YOUR OBJECTIVE: Nothing but an exact repeat of the data, with pictures removed, belongs in the answer.
※ ※ ※
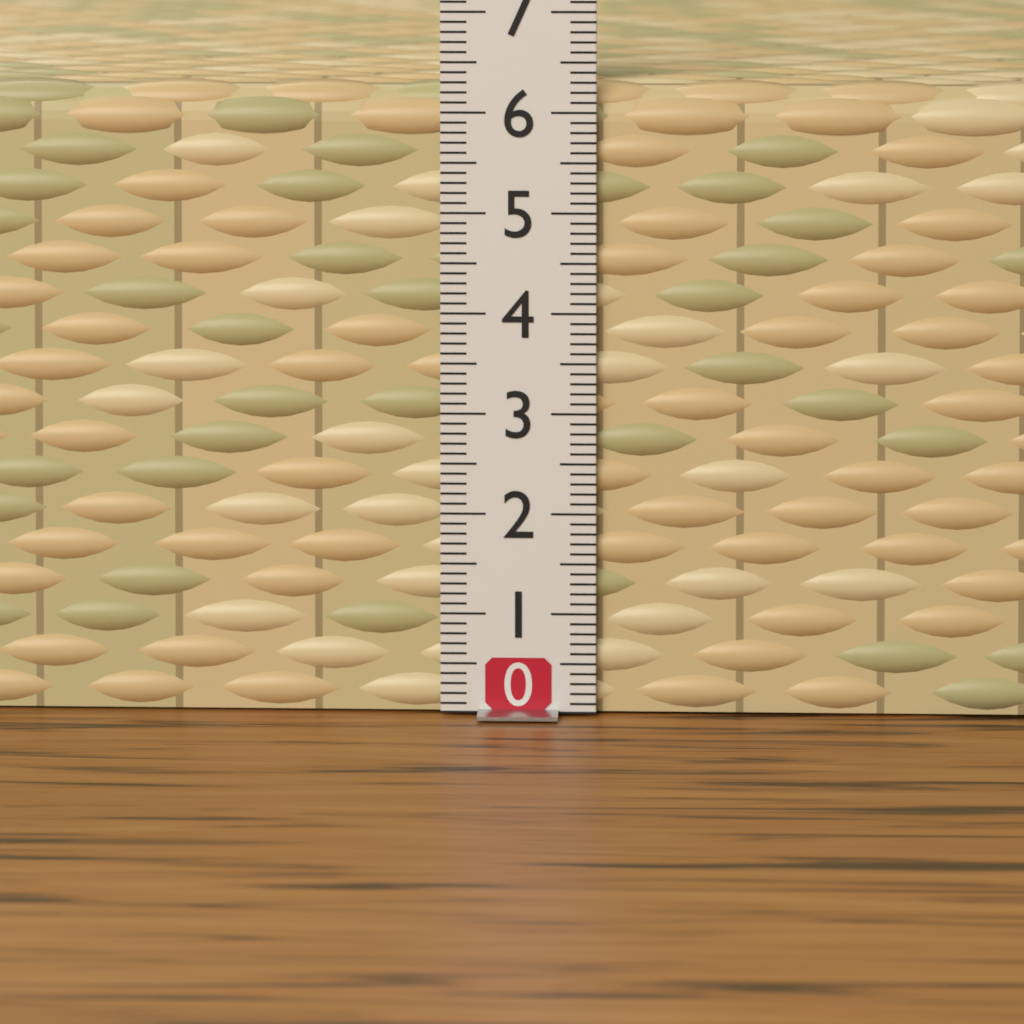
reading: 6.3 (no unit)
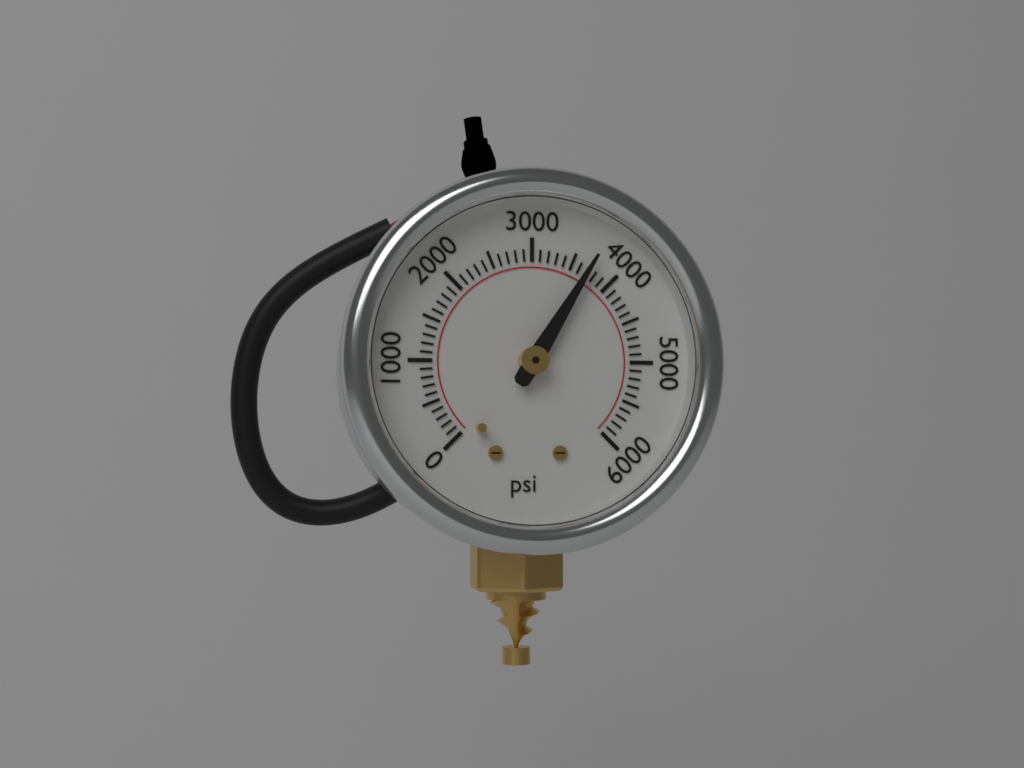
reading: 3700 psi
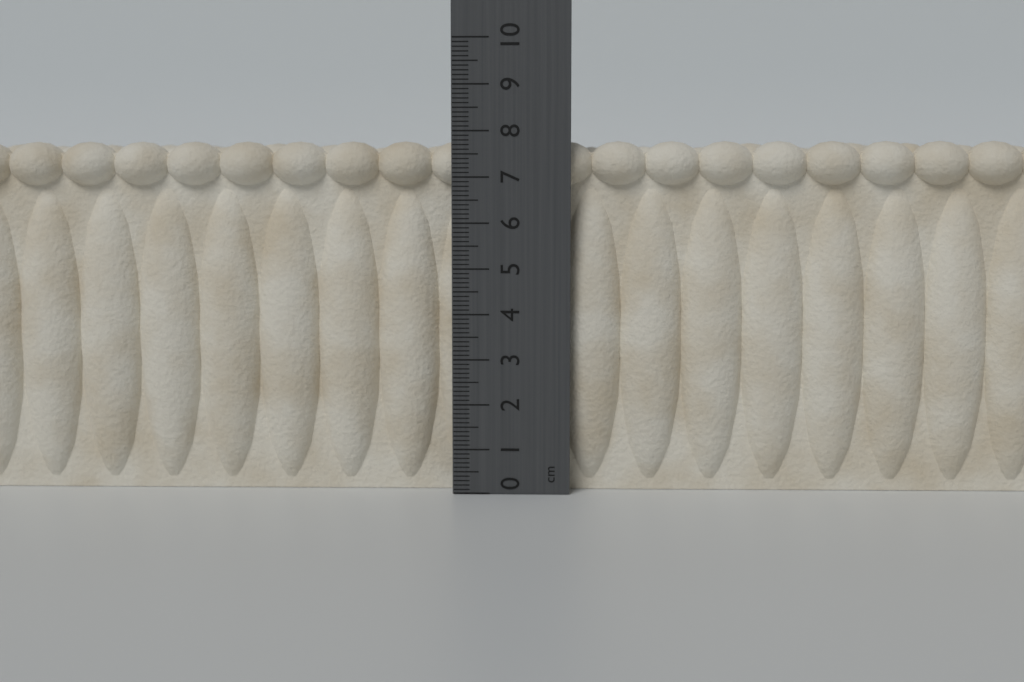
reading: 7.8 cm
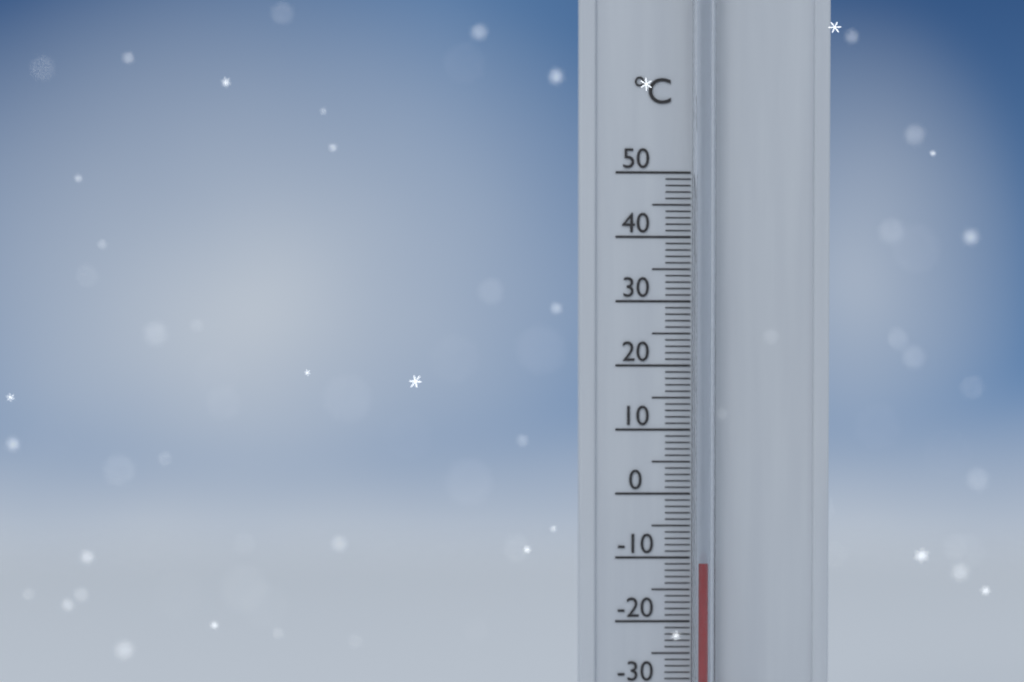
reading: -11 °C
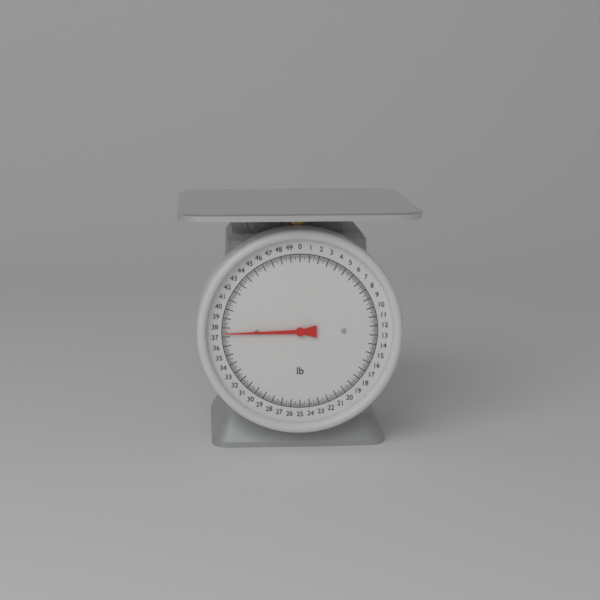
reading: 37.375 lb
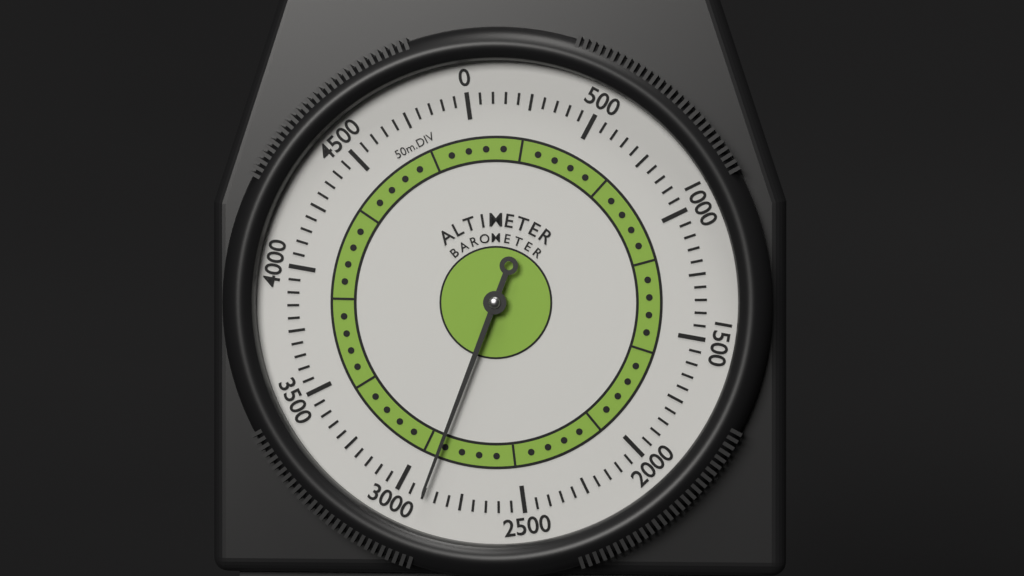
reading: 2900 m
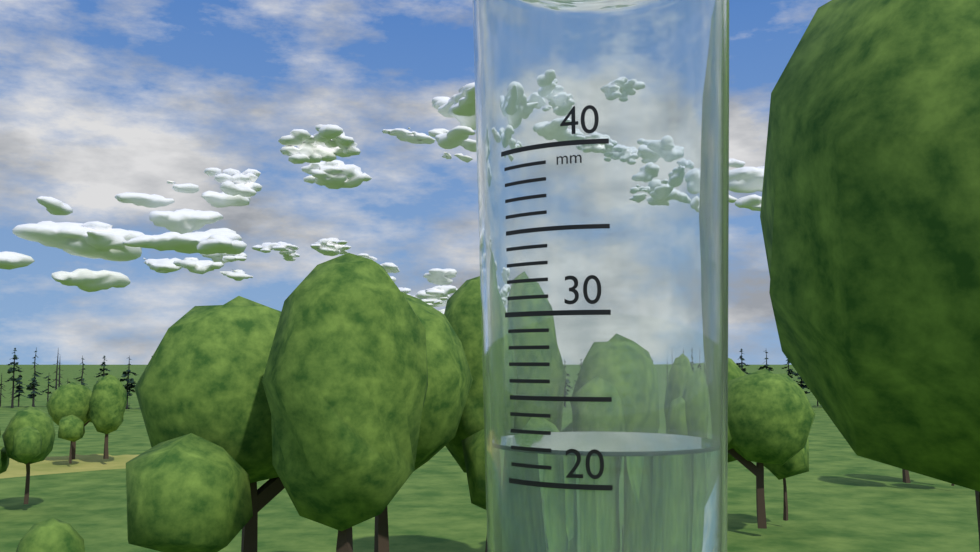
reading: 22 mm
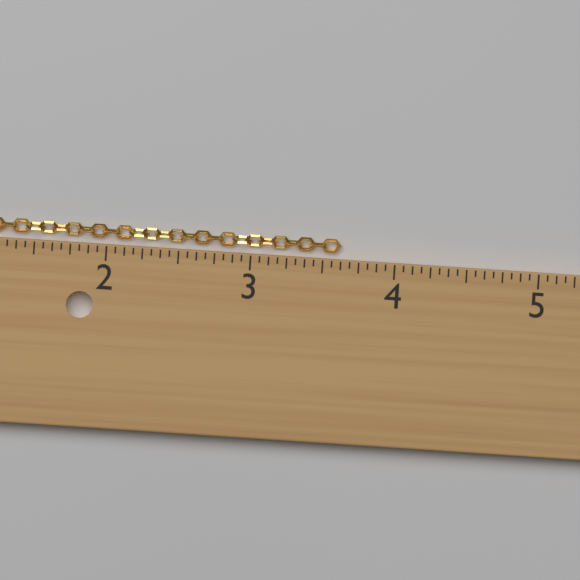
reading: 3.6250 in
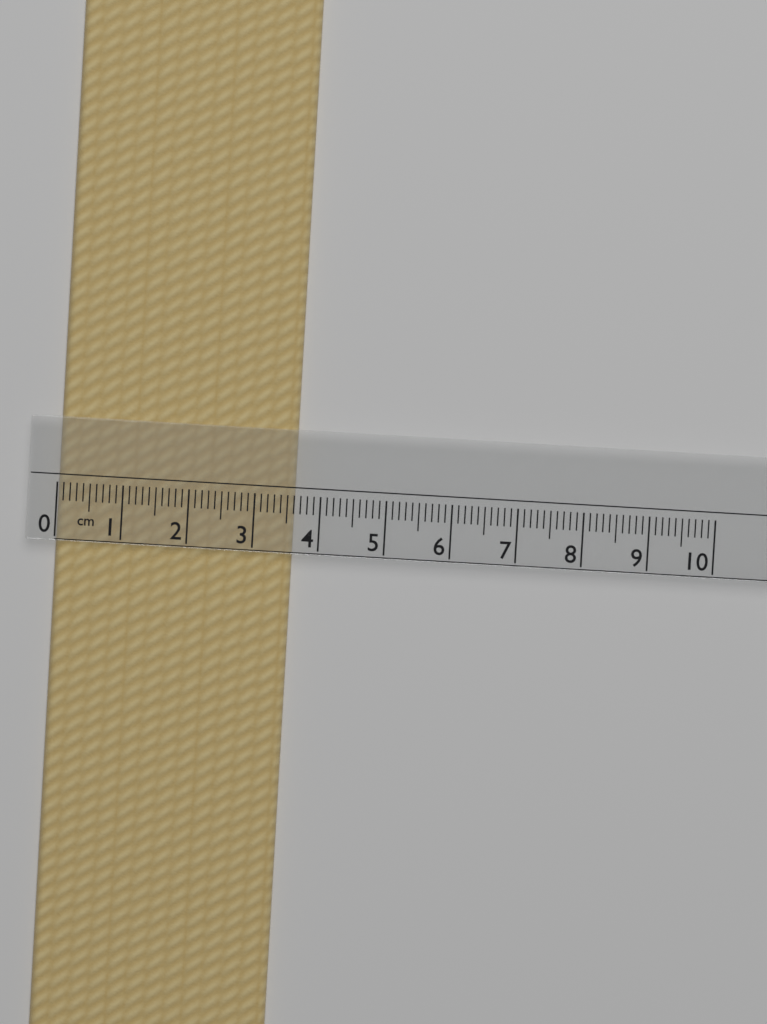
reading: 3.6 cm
※ ※ ※
THE COMPLETED TASK:
reading: 6.3 (no unit)
reading: 3700 psi
reading: 7.8 cm
reading: -11 °C
reading: 37.375 lb
reading: 2900 m
reading: 22 mm
reading: 3.6250 in
reading: 3.6 cm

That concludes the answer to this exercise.